**Data excerpts:**
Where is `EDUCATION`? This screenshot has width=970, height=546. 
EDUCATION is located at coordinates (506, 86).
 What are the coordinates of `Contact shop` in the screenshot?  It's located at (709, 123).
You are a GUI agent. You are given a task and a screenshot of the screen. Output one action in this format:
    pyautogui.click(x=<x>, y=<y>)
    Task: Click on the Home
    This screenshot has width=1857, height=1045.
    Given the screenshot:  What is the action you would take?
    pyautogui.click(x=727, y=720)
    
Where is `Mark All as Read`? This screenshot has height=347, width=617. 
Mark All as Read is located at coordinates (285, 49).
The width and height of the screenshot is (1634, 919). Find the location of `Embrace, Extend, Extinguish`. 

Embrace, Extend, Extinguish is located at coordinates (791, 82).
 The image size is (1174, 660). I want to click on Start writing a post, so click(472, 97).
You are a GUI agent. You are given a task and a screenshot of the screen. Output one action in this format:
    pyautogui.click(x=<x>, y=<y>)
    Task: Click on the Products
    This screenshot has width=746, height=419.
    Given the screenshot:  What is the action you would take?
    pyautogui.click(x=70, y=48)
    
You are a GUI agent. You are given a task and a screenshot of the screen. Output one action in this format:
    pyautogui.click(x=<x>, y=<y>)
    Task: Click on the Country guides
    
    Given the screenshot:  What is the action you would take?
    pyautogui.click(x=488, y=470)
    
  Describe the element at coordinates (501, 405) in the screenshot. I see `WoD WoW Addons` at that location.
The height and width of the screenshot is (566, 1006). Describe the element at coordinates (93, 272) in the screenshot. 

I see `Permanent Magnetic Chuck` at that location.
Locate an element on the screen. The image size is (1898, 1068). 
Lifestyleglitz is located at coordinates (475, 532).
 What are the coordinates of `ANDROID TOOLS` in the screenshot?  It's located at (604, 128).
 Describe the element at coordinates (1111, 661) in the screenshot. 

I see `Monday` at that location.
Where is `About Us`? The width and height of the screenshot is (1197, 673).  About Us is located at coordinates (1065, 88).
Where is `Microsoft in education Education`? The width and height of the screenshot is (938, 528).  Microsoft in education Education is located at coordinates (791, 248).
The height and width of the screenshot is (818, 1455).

**Instructions for the task:**
Each record must be returned exactly as it is written.

**Response to this exercise:**
Where is `EDUCATION`? This screenshot has width=970, height=546. 
EDUCATION is located at coordinates (506, 86).
 What are the coordinates of `Contact shop` in the screenshot?  It's located at (709, 123).
You are a GUI agent. You are given a task and a screenshot of the screen. Output one action in this format:
    pyautogui.click(x=<x>, y=<y>)
    Task: Click on the Home
    This screenshot has width=1857, height=1045.
    Given the screenshot:  What is the action you would take?
    pyautogui.click(x=727, y=720)
    
Where is `Mark All as Read`? This screenshot has height=347, width=617. 
Mark All as Read is located at coordinates (285, 49).
The width and height of the screenshot is (1634, 919). Find the location of `Embrace, Extend, Extinguish`. 

Embrace, Extend, Extinguish is located at coordinates (791, 82).
 The image size is (1174, 660). I want to click on Start writing a post, so click(472, 97).
You are a GUI agent. You are given a task and a screenshot of the screen. Output one action in this format:
    pyautogui.click(x=<x>, y=<y>)
    Task: Click on the Products
    This screenshot has width=746, height=419.
    Given the screenshot:  What is the action you would take?
    pyautogui.click(x=70, y=48)
    
You are a GUI agent. You are given a task and a screenshot of the screen. Output one action in this format:
    pyautogui.click(x=<x>, y=<y>)
    Task: Click on the Country guides
    
    Given the screenshot:  What is the action you would take?
    pyautogui.click(x=488, y=470)
    
  Describe the element at coordinates (501, 405) in the screenshot. I see `WoD WoW Addons` at that location.
The height and width of the screenshot is (566, 1006). Describe the element at coordinates (93, 272) in the screenshot. 

I see `Permanent Magnetic Chuck` at that location.
Locate an element on the screen. The image size is (1898, 1068). 
Lifestyleglitz is located at coordinates (475, 532).
 What are the coordinates of `ANDROID TOOLS` in the screenshot?  It's located at (604, 128).
 Describe the element at coordinates (1111, 661) in the screenshot. 

I see `Monday` at that location.
Where is `About Us`? The width and height of the screenshot is (1197, 673).  About Us is located at coordinates (1065, 88).
Where is `Microsoft in education Education`? The width and height of the screenshot is (938, 528).  Microsoft in education Education is located at coordinates (791, 248).
The height and width of the screenshot is (818, 1455).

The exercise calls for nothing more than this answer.